(meteorobs) Fisheye lens misunderstanding and photography update
Chris Peterson
clp at alumni.caltech.edu
Mon Dec 7 15:07:41 EST 2009
Somewhat counter-intuitively, the aliasing is dependent only on the pixel
size of the camera and the focal ratio of the lens. The field-of-view
(essentially, the focal length) doesn't matter at all. The physical image
size of a point source is the same for all [perfect] lenses of a given focal
ratio. For instance, any f/4 lens will produce an Airy disc size of 5.4 um,
which is about the same size as a typical DSLR pixel. So you'll usually see
aliasing, at least until the meteor becomes so bright that the tails of the
PSF are above the noise floor of neighboring pixels, and then you see the
characteristic wide flare of imaged fireballs.

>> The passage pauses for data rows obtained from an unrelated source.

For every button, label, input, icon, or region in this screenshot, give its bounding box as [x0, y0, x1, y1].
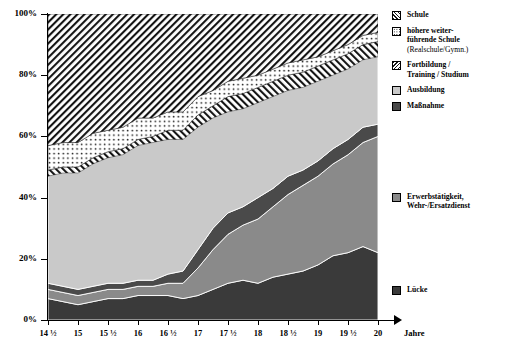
y-tick-label: 100%	[0, 9, 37, 18]
x-axis-arrow-icon	[394, 315, 402, 325]
legend-label-erwerbstaetigkeit: Erwerbstätigkeit, Wehr-/Ersatzdienst	[407, 192, 470, 211]
y-axis-line	[47, 13, 48, 321]
legend-item-luecke[interactable]: Lücke	[392, 285, 509, 295]
legend-item-fortbildung[interactable]: Fortbildung / Training / Studium	[392, 60, 509, 79]
dotted-swatch-icon	[392, 27, 401, 36]
plot-area	[48, 14, 378, 320]
gray-swatch-icon	[392, 193, 401, 202]
y-tick-label: 60%	[0, 131, 37, 140]
legend-middle: Erwerbstätigkeit, Wehr-/Ersatzdienst	[392, 192, 509, 217]
x-axis-title: Jahre	[404, 328, 425, 338]
legend-label-line2: Wehr-/Ersatzdienst	[407, 201, 470, 210]
dark-gray-swatch-icon	[392, 102, 401, 111]
legend-label-schule: Schule	[407, 10, 429, 19]
legend-item-erwerbstaetigkeit[interactable]: Erwerbstätigkeit, Wehr-/Ersatzdienst	[392, 192, 509, 211]
y-tick	[41, 320, 47, 321]
chart-figure: 0%20%40%60%80%100% 14 ½1515 ½1616 ½1717 …	[0, 0, 509, 357]
hatch-swatch-icon	[392, 11, 401, 20]
y-tick	[41, 75, 47, 76]
legend-label-hoehere-schule: höhere weiter- führende Schule (Realschu…	[407, 26, 468, 54]
y-tick-label: 80%	[0, 70, 37, 79]
x-tick	[198, 320, 199, 325]
legend-label-luecke: Lücke	[407, 285, 427, 294]
y-tick-label: 0%	[0, 315, 37, 324]
legend-label-fortbildung: Fortbildung / Training / Studium	[407, 60, 469, 79]
y-tick	[41, 14, 47, 15]
back-hatch-swatch-icon	[392, 61, 401, 70]
legend-item-hoehere-schule[interactable]: höhere weiter- führende Schule (Realschu…	[392, 26, 509, 54]
x-tick	[318, 320, 319, 325]
x-tick	[348, 320, 349, 325]
stacked-area-chart	[48, 14, 378, 320]
legend-label-line1: höhere weiter-	[407, 26, 454, 35]
x-tick	[48, 320, 49, 325]
x-tick-label: 20	[358, 328, 398, 338]
legend-item-massnahme[interactable]: Maßnahme	[392, 101, 509, 111]
x-tick	[258, 320, 259, 325]
legend-label-sub: (Realschule/Gymn.)	[407, 45, 468, 54]
x-tick	[228, 320, 229, 325]
x-axis-line	[47, 320, 396, 321]
legend-lower: Lücke	[392, 285, 509, 301]
legend-label-line1: Fortbildung /	[407, 60, 450, 69]
light-gray-swatch-icon	[392, 86, 401, 95]
y-tick-label: 40%	[0, 193, 37, 202]
legend-item-ausbildung[interactable]: Ausbildung	[392, 85, 509, 95]
y-tick-label: 20%	[0, 254, 37, 263]
x-tick	[168, 320, 169, 325]
x-tick	[108, 320, 109, 325]
x-tick	[78, 320, 79, 325]
x-tick	[378, 320, 379, 325]
y-tick	[41, 198, 47, 199]
y-tick	[41, 136, 47, 137]
legend-label-massnahme: Maßnahme	[407, 101, 444, 110]
x-tick	[288, 320, 289, 325]
legend-item-schule[interactable]: Schule	[392, 10, 509, 20]
legend-label-line2: Training / Studium	[407, 70, 469, 79]
black-swatch-icon	[392, 286, 401, 295]
legend-upper: Schule höhere weiter- führende Schule (R…	[392, 10, 509, 117]
y-tick	[41, 259, 47, 260]
legend-label-ausbildung: Ausbildung	[407, 85, 445, 94]
legend-label-line1: Erwerbstätigkeit,	[407, 192, 464, 201]
x-tick	[138, 320, 139, 325]
legend-label-line2: führende Schule	[407, 35, 460, 44]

I wouldn't defocus the camera to reduce filtering. You can achieve the same
thing by the careful use of blurring filters during processing, and that
gives you the chance to experiment with different methods- an opportunity
that is lost if the raw data is already filtered by the optics.
Chris
*****************************************
Chris L Peterson
Cloudbait Observatory
http://www.cloudbait.com
----- Original Message -----
From: "Leo S" <l.stachowicz at btinternet.com>
To: "Global Meteor Observing Forum" <meteorobs at meteorobs.org>
Sent: Monday, December 07, 2009 12:54 PM
Subject: Re: (meteorobs) Fisheye lens misunderstanding and photography
update
> Thanks Thomas,
>
> The "spiral" part threw me. I see what you mean now. I get this on all
> my bodies as well.
>
> The best way to avoid it is to not crop so much. Not going too wide with
> the lens is going to help with this obviously.
>
> I suppose that slightly defocussing the lens might help, acting just
> like a "poor quality" lens or AA filter as Chris mentioned. I'm not
> sure, but it might be worth trying? Chris?